CHRISTOPHER STEVENS reviews last night’s TV: Sorry Kevin, there’s no way…

CHRISTOPHER STEVENS reviews last night’s TV: Sorry Kevin, there’s no way we’ll start scoffing centipede on a stick

Kevin McCloud’s Rough Guide To The Future

Rating:

A Very British History

Rating:

The great thing about the future is how obvious and inevitable it appears in retrospect.

None of us was expecting Phillip Schofield’s revelation on Twitter last week, for instance, but now the This Morning presenter has come out, it all seems to make sense.

Kevin McCloud lacked the advantage of hindsight on his Rough Guide To The Future (C4) so what he was predicting was actually the present. All of the innovations he foretold exist right now: they have to, or he wouldn’t have been able to show them to us.

Kevin McCloud (pictured) lacked the advantage of hindsight on his Rough Guide To The Future (C4) so what he was predicting was actually the present

Kevin McCloud (pictured) lacked the advantage of hindsight on his Rough Guide To The Future (C4) so what he was predicting was actually the present

Nothing he envisaged resembled the futurism that James Burke and Raymond Baxter used to explore on Tomorrow’s World. This was Channel 4, so Kevin had two basic questions: will we have to eat insects in the future and will we have sex with robots?

And because it was Channel 4, the answers were yes and yes.

Kevin despatched comedian Phil Wang to a market in China, where he tucked into fried spider and centipede on a stick. Delicacies like these used to exist only in Monty Python (remember their chocolate-coated ‘crunchy frog’?) and Terry Pratchett’s Discworld (where street vendors do a brisk trade in delicious rat-on-a-stick at public executions).

Soon, according to Phil, we’ll all be eating them.

Or perhaps we won’t, because in the wake of coronavirus, no one in their right mind would visit a Chinese market, let alone tuck into a potentially diseased spider. But the viral pandemic was still in the future when this show was filmed, and sadly Kevin didn’t see it coming.

Radio 1’s Alice Levine was staying in a Tokyo micro-apartment so cramped that the only place to sit was in the shower cubicle. After the next population explosion, she implied, everyone will live like this.

Radio 1¿s Alice Levine was staying in a Tokyo micro-apartment so cramped that the only place to sit was in the shower cubicle

Radio 1’s Alice Levine was staying in a Tokyo micro-apartment so cramped that the only place to sit was in the shower cubicle

At least we won’t need space for a double bed, if we become ‘digisexual’. Alice met a shy young man named Mr Kondo, who married his pop star wife Miku in a £13,000 ceremony last year.

Miku is a cartoon character, visible as a hologram in a jar on Mr Kondo’s table. Alice tried to talk to her, but the hologram could only wave back: apparently her personality was accidentally deleted in a software update. And she was so young . . . it’s tragic.

Speaking of predictions, I wonder whether as a rising TV star Kevin ever foresaw that one day he’d be presenting bilge like this?

Musician Angela Moran was looking backwards as she explored her Irish roots on A Very British History (BBC4), but what she found out offered genuine hope for the future.

Uphill battle of the week:

The scariest bit of White House Farm (ITV) was not the brutality of the Bamber killings, but the refusal of police chiefs to admit errors. Anyone hoping to overturn injustice must despair.

Her father was born in Birmingham, shortly after his parents left their rural cottage in post-war Ireland. 

Angela visited its ruins, and marvelled at family stories of dancing in the parlour — it was barely bigger than a Japanese micro-apartment.

Her grandad found it hard to shake off country ways. He used to follow the milkman’s horse-and-cart with a shovel, to collect manure for his rhubarb.

One old boy remembered how his landlady in the Fifties didn’t want the other lodgers to know she took in Irish tenants — so he had to stay in the pub all evening and come home after midnight. That was his excuse, anyhow.

The documentary took a dark turn with IRA recruitment in the city during the Troubles, and the horror of the pub bombings.

But two generations on, ‘Brummagem’ loves its Irish families and celebrates St Patrick’s Day with enthusiastic revelry. Divisions have healed.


* **WHAT THE TASK ASKS**
The expected answer is the data below, printed verbatim without its pictures.

··· EXERCISE DATA

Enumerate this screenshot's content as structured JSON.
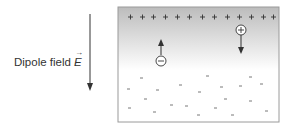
{
  "diagram": {
    "field_label": "Dipole field",
    "field_symbol": "E",
    "field_direction": "down",
    "colors": {
      "box_border": "#9a9a9a",
      "gradient_top": "#bdbdbd",
      "gradient_bottom": "#ffffff",
      "ink": "#333333"
    },
    "positive_layer": {
      "symbol": "+",
      "count": 13
    },
    "charges": [
      {
        "sign": "-",
        "label": "electron",
        "motion": "up"
      },
      {
        "sign": "+",
        "label": "hole",
        "motion": "down"
      }
    ],
    "negative_ions": {
      "symbol": "-",
      "count": 21
    }
  }
}
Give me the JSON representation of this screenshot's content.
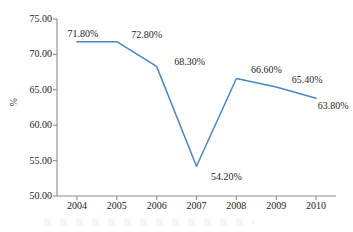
{
  "chart_data": {
    "type": "line",
    "title": "",
    "subtitle": "",
    "xlabel": "",
    "ylabel": "%",
    "categories": [
      "2004",
      "2005",
      "2006",
      "2007",
      "2008",
      "2009",
      "2010"
    ],
    "values": [
      71.8,
      71.8,
      68.3,
      54.2,
      66.6,
      65.4,
      63.8
    ],
    "point_labels": [
      "71.80%",
      "72.80%",
      "68.30%",
      "54.20%",
      "66.60%",
      "65.40%",
      "63.80%"
    ],
    "series": [
      {
        "name": "",
        "values": [
          71.8,
          71.8,
          68.3,
          54.2,
          66.6,
          65.4,
          63.8
        ]
      }
    ],
    "ylim": [
      50.0,
      75.0
    ],
    "ytick_step": 5.0,
    "ytick_labels": [
      "75.00",
      "70.00",
      "65.00",
      "60.00",
      "55.00",
      "50.00"
    ],
    "ytick_values": [
      75.0,
      70.0,
      65.0,
      60.0,
      55.0,
      50.0
    ],
    "xtick_labels": [
      "2004",
      "2005",
      "2006",
      "2007",
      "2008",
      "2009",
      "2010"
    ],
    "grid": false,
    "legend": false,
    "legend_position": "none",
    "markers": false,
    "line_color": "#4a87c4",
    "axis_color": "#8d8d8d",
    "background_color": "#ffffff",
    "text_color": "#232323",
    "annotations": []
  }
}
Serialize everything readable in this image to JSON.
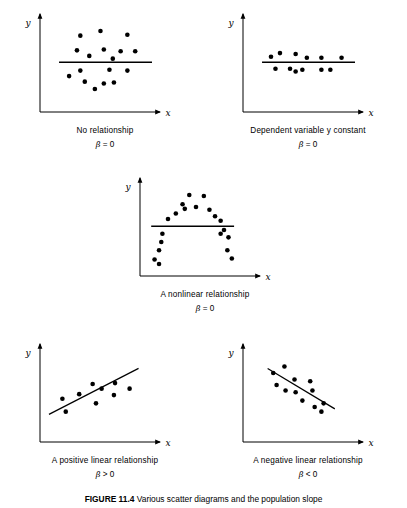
{
  "figure": {
    "caption_label": "FIGURE 11.4",
    "caption_text": "Various scatter diagrams and the population slope",
    "background_color": "#ffffff",
    "ink_color": "#000000"
  },
  "axis": {
    "x_label": "x",
    "y_label": "y"
  },
  "chart_data": [
    {
      "id": "no-relationship",
      "type": "scatter",
      "title": "No relationship",
      "beta": "β = 0",
      "xlabel": "x",
      "ylabel": "y",
      "xlim": [
        0,
        100
      ],
      "ylim": [
        0,
        100
      ],
      "grid": false,
      "legend": "none",
      "fit_line": {
        "kind": "horizontal",
        "x_start": 17,
        "x_end": 100,
        "y": 54
      },
      "points": [
        [
          36,
          83
        ],
        [
          54,
          88
        ],
        [
          78,
          84
        ],
        [
          33,
          67
        ],
        [
          57,
          68
        ],
        [
          72,
          66
        ],
        [
          85,
          66
        ],
        [
          44,
          61
        ],
        [
          65,
          58
        ],
        [
          36,
          45
        ],
        [
          62,
          46
        ],
        [
          78,
          45
        ],
        [
          26,
          39
        ],
        [
          40,
          33
        ],
        [
          57,
          31
        ],
        [
          66,
          32
        ],
        [
          49,
          25
        ]
      ]
    },
    {
      "id": "dependent-variable-constant",
      "type": "scatter",
      "title": "Dependent variable y constant",
      "beta": "β = 0",
      "xlabel": "x",
      "ylabel": "y",
      "xlim": [
        0,
        100
      ],
      "ylim": [
        0,
        100
      ],
      "grid": false,
      "legend": "none",
      "fit_line": {
        "kind": "horizontal",
        "x_start": 17,
        "x_end": 100,
        "y": 54
      },
      "points": [
        [
          25,
          60
        ],
        [
          33,
          64
        ],
        [
          47,
          63
        ],
        [
          57,
          59
        ],
        [
          70,
          59
        ],
        [
          88,
          59
        ],
        [
          29,
          47
        ],
        [
          42,
          47
        ],
        [
          47,
          44
        ],
        [
          53,
          46
        ],
        [
          70,
          46
        ],
        [
          78,
          46
        ]
      ]
    },
    {
      "id": "nonlinear-relationship",
      "type": "scatter",
      "title": "A nonlinear relationship",
      "beta": "β = 0",
      "xlabel": "x",
      "ylabel": "y",
      "xlim": [
        0,
        100
      ],
      "ylim": [
        0,
        100
      ],
      "grid": false,
      "legend": "none",
      "fit_line": {
        "kind": "horizontal",
        "x_start": 10,
        "x_end": 84,
        "y": 54
      },
      "points": [
        [
          13,
          18
        ],
        [
          17,
          13
        ],
        [
          17,
          28
        ],
        [
          19,
          37
        ],
        [
          20,
          46
        ],
        [
          25,
          62
        ],
        [
          32,
          68
        ],
        [
          38,
          78
        ],
        [
          40,
          73
        ],
        [
          44,
          88
        ],
        [
          50,
          75
        ],
        [
          57,
          87
        ],
        [
          62,
          72
        ],
        [
          67,
          65
        ],
        [
          72,
          60
        ],
        [
          75,
          50
        ],
        [
          72,
          46
        ],
        [
          79,
          42
        ],
        [
          78,
          28
        ],
        [
          82,
          19
        ]
      ]
    },
    {
      "id": "positive-linear-relationship",
      "type": "scatter",
      "title": "A positive linear relationship",
      "beta": "β > 0",
      "xlabel": "x",
      "ylabel": "y",
      "xlim": [
        0,
        100
      ],
      "ylim": [
        0,
        100
      ],
      "grid": false,
      "legend": "none",
      "fit_line": {
        "kind": "sloped",
        "x_start": 8,
        "y_start": 30,
        "x_end": 88,
        "y_end": 80
      },
      "points": [
        [
          20,
          47
        ],
        [
          23,
          33
        ],
        [
          35,
          52
        ],
        [
          47,
          63
        ],
        [
          55,
          58
        ],
        [
          50,
          42
        ],
        [
          67,
          64
        ],
        [
          66,
          51
        ],
        [
          80,
          58
        ]
      ]
    },
    {
      "id": "negative-linear-relationship",
      "type": "scatter",
      "title": "A negative linear relationship",
      "beta": "β < 0",
      "xlabel": "x",
      "ylabel": "y",
      "xlim": [
        0,
        100
      ],
      "ylim": [
        0,
        100
      ],
      "grid": false,
      "legend": "none",
      "fit_line": {
        "kind": "sloped",
        "x_start": 22,
        "y_start": 80,
        "x_end": 82,
        "y_end": 36
      },
      "points": [
        [
          27,
          75
        ],
        [
          37,
          82
        ],
        [
          30,
          62
        ],
        [
          46,
          68
        ],
        [
          60,
          66
        ],
        [
          38,
          56
        ],
        [
          47,
          54
        ],
        [
          62,
          56
        ],
        [
          53,
          45
        ],
        [
          72,
          42
        ],
        [
          64,
          38
        ],
        [
          70,
          33
        ]
      ]
    }
  ]
}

······

* **OUTPUT**
Enumerate this screenshot's content as structured JSON.
{
  "diagram": {
    "field_label": "Dipole field",
    "field_symbol": "E",
    "field_direction": "down",
    "colors": {
      "box_border": "#9a9a9a",
      "gradient_top": "#bdbdbd",
      "gradient_bottom": "#ffffff",
      "ink": "#333333"
    },
    "positive_layer": {
      "symbol": "+",
      "count": 13
    },
    "charges": [
      {
        "sign": "-",
        "label": "electron",
        "motion": "up"
      },
      {
        "sign": "+",
        "label": "hole",
        "motion": "down"
      }
    ],
    "negative_ions": {
      "symbol": "-",
      "count": 21
    }
  }
}
Give me the JSON representation of this screenshot's content.
{
  "chart_data": {
    "type": "line",
    "title": "",
    "subtitle": "",
    "xlabel": "",
    "ylabel": "%",
    "categories": [
      "2004",
      "2005",
      "2006",
      "2007",
      "2008",
      "2009",
      "2010"
    ],
    "values": [
      71.8,
      71.8,
      68.3,
      54.2,
      66.6,
      65.4,
      63.8
    ],
    "point_labels": [
      "71.80%",
      "72.80%",
      "68.30%",
      "54.20%",
      "66.60%",
      "65.40%",
      "63.80%"
    ],
    "series": [
      {
        "name": "",
        "values": [
          71.8,
          71.8,
          68.3,
          54.2,
          66.6,
          65.4,
          63.8
        ]
      }
    ],
    "ylim": [
      50.0,
      75.0
    ],
    "ytick_step": 5.0,
    "ytick_labels": [
      "75.00",
      "70.00",
      "65.00",
      "60.00",
      "55.00",
      "50.00"
    ],
    "ytick_values": [
      75.0,
      70.0,
      65.0,
      60.0,
      55.0,
      50.0
    ],
    "xtick_labels": [
      "2004",
      "2005",
      "2006",
      "2007",
      "2008",
      "2009",
      "2010"
    ],
    "grid": false,
    "legend": false,
    "legend_position": "none",
    "markers": false,
    "line_color": "#4a87c4",
    "axis_color": "#8d8d8d",
    "background_color": "#ffffff",
    "text_color": "#232323",
    "annotations": []
  }
}
Serialize everything readable in this image to JSON.
{
  "figure": {
    "caption_label": "FIGURE 11.4",
    "caption_text": "Various scatter diagrams and the population slope",
    "background_color": "#ffffff",
    "ink_color": "#000000"
  },
  "axis": {
    "x_label": "x",
    "y_label": "y"
  },
  "chart_data": [
    {
      "id": "no-relationship",
      "type": "scatter",
      "title": "No relationship",
      "beta": "β = 0",
      "xlabel": "x",
      "ylabel": "y",
      "xlim": [
        0,
        100
      ],
      "ylim": [
        0,
        100
      ],
      "grid": false,
      "legend": "none",
      "fit_line": {
        "kind": "horizontal",
        "x_start": 17,
        "x_end": 100,
        "y": 54
      },
      "points": [
        [
          36,
          83
        ],
        [
          54,
          88
        ],
        [
          78,
          84
        ],
        [
          33,
          67
        ],
        [
          57,
          68
        ],
        [
          72,
          66
        ],
        [
          85,
          66
        ],
        [
          44,
          61
        ],
        [
          65,
          58
        ],
        [
          36,
          45
        ],
        [
          62,
          46
        ],
        [
          78,
          45
        ],
        [
          26,
          39
        ],
        [
          40,
          33
        ],
        [
          57,
          31
        ],
        [
          66,
          32
        ],
        [
          49,
          25
        ]
      ]
    },
    {
      "id": "dependent-variable-constant",
      "type": "scatter",
      "title": "Dependent variable y constant",
      "beta": "β = 0",
      "xlabel": "x",
      "ylabel": "y",
      "xlim": [
        0,
        100
      ],
      "ylim": [
        0,
        100
      ],
      "grid": false,
      "legend": "none",
      "fit_line": {
        "kind": "horizontal",
        "x_start": 17,
        "x_end": 100,
        "y": 54
      },
      "points": [
        [
          25,
          60
        ],
        [
          33,
          64
        ],
        [
          47,
          63
        ],
        [
          57,
          59
        ],
        [
          70,
          59
        ],
        [
          88,
          59
        ],
        [
          29,
          47
        ],
        [
          42,
          47
        ],
        [
          47,
          44
        ],
        [
          53,
          46
        ],
        [
          70,
          46
        ],
        [
          78,
          46
        ]
      ]
    },
    {
      "id": "nonlinear-relationship",
      "type": "scatter",
      "title": "A nonlinear relationship",
      "beta": "β = 0",
      "xlabel": "x",
      "ylabel": "y",
      "xlim": [
        0,
        100
      ],
      "ylim": [
        0,
        100
      ],
      "grid": false,
      "legend": "none",
      "fit_line": {
        "kind": "horizontal",
        "x_start": 10,
        "x_end": 84,
        "y": 54
      },
      "points": [
        [
          13,
          18
        ],
        [
          17,
          13
        ],
        [
          17,
          28
        ],
        [
          19,
          37
        ],
        [
          20,
          46
        ],
        [
          25,
          62
        ],
        [
          32,
          68
        ],
        [
          38,
          78
        ],
        [
          40,
          73
        ],
        [
          44,
          88
        ],
        [
          50,
          75
        ],
        [
          57,
          87
        ],
        [
          62,
          72
        ],
        [
          67,
          65
        ],
        [
          72,
          60
        ],
        [
          75,
          50
        ],
        [
          72,
          46
        ],
        [
          79,
          42
        ],
        [
          78,
          28
        ],
        [
          82,
          19
        ]
      ]
    },
    {
      "id": "positive-linear-relationship",
      "type": "scatter",
      "title": "A positive linear relationship",
      "beta": "β > 0",
      "xlabel": "x",
      "ylabel": "y",
      "xlim": [
        0,
        100
      ],
      "ylim": [
        0,
        100
      ],
      "grid": false,
      "legend": "none",
      "fit_line": {
        "kind": "sloped",
        "x_start": 8,
        "y_start": 30,
        "x_end": 88,
        "y_end": 80
      },
      "points": [
        [
          20,
          47
        ],
        [
          23,
          33
        ],
        [
          35,
          52
        ],
        [
          47,
          63
        ],
        [
          55,
          58
        ],
        [
          50,
          42
        ],
        [
          67,
          64
        ],
        [
          66,
          51
        ],
        [
          80,
          58
        ]
      ]
    },
    {
      "id": "negative-linear-relationship",
      "type": "scatter",
      "title": "A negative linear relationship",
      "beta": "β < 0",
      "xlabel": "x",
      "ylabel": "y",
      "xlim": [
        0,
        100
      ],
      "ylim": [
        0,
        100
      ],
      "grid": false,
      "legend": "none",
      "fit_line": {
        "kind": "sloped",
        "x_start": 22,
        "y_start": 80,
        "x_end": 82,
        "y_end": 36
      },
      "points": [
        [
          27,
          75
        ],
        [
          37,
          82
        ],
        [
          30,
          62
        ],
        [
          46,
          68
        ],
        [
          60,
          66
        ],
        [
          38,
          56
        ],
        [
          47,
          54
        ],
        [
          62,
          56
        ],
        [
          53,
          45
        ],
        [
          72,
          42
        ],
        [
          64,
          38
        ],
        [
          70,
          33
        ]
      ]
    }
  ]
}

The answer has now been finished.